Fourth, the database to Elasticsearch synchronization program
Combining the actual usage mode of the user and the size of the data volume, there are many different ways to choose from Mysql data to ES.
- Canal=>Elasticsearch
Use Canal to directly consume Mysql binlog logs and write them to ES. In this way, if Mysql writes a lot, you will face Canal write blocking problems.
- Canal =>Kafka=>Elasticsearch
Canal data is written to Kafka, and another app is used to consume Kafka data and synchronized to ES
V. Question summary
1. Index shard problem
When Mysql data is synchronized to ES, we face the problem of index establishment. Before data is written to ES, we need to plan the number of data shards and replicas in advance. Replicas can be dynamically modified, but the number of shards cannot be modified after creation.
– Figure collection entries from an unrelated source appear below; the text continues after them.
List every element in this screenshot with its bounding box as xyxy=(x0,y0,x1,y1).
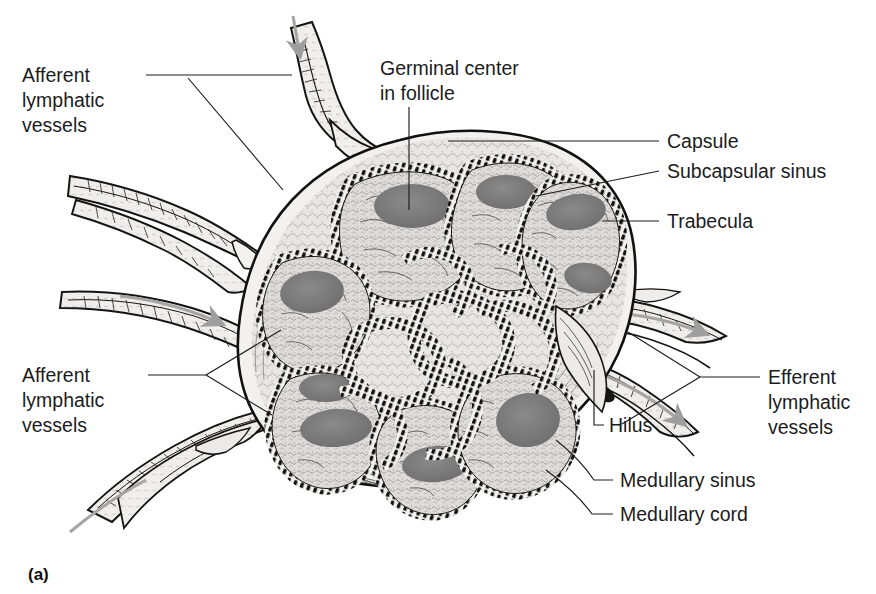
label-afferent-top-left: Afferent lymphatic vessels xyxy=(22,64,105,136)
label-afferent-line2: lymphatic xyxy=(22,89,105,111)
label-trabecula: Trabecula xyxy=(667,210,753,232)
label-afferent-line3: vessels xyxy=(22,114,87,136)
label-medullary-cord: Medullary cord xyxy=(620,503,748,525)
lymph-node-body xyxy=(238,131,636,521)
label-germinal-line2: in follicle xyxy=(380,82,455,104)
figure-caption: (a) xyxy=(28,565,49,584)
afferent-vessel-bottom-left xyxy=(70,399,282,532)
label-hilus: Hilus xyxy=(609,414,653,436)
label-medullary-sinus: Medullary sinus xyxy=(620,469,756,491)
label-efferent-line2: lymphatic xyxy=(768,391,851,413)
figure-page: Afferent lymphatic vessels Germinal cent… xyxy=(0,0,876,594)
label-afferent2-line1: Afferent xyxy=(22,364,91,386)
label-subcapsular-sinus: Subcapsular sinus xyxy=(667,160,827,182)
label-efferent-line3: vessels xyxy=(768,416,833,438)
label-capsule: Capsule xyxy=(667,130,739,152)
label-efferent-line1: Efferent xyxy=(768,366,837,388)
label-afferent2-line2: lymphatic xyxy=(22,389,105,411)
label-germinal-line1: Germinal center xyxy=(380,57,519,79)
follicle-nodule xyxy=(265,365,387,494)
afferent-vessel-upper-left xyxy=(68,176,266,293)
label-afferent-line1: Afferent xyxy=(22,64,91,86)
label-afferent-bottom-left: Afferent lymphatic vessels xyxy=(22,364,105,436)
label-germinal-center: Germinal center in follicle xyxy=(380,57,519,104)
lymph-node-diagram: Afferent lymphatic vessels Germinal cent… xyxy=(0,0,876,594)
label-efferent: Efferent lymphatic vessels xyxy=(768,366,851,438)
label-afferent2-line3: vessels xyxy=(22,414,87,436)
As the amount of Mysql data increases, if there are too few shards, it will cause the problem of too much data per shard.
If an index is 600G, there are only 3 shards, and each shard is 200G, which will greatly deplete the query capability and is not conducive to data migration.
We can create indexes on a monthly basis and associate all indexes with index aliases.
test_data-202101
test_data-202102
2. Query acceleration issues
In the scene of using ES to accelerate the database, we hope that the ES query capability is as fast as possible. When the ES query does not meet the requirements, we need to tune the query.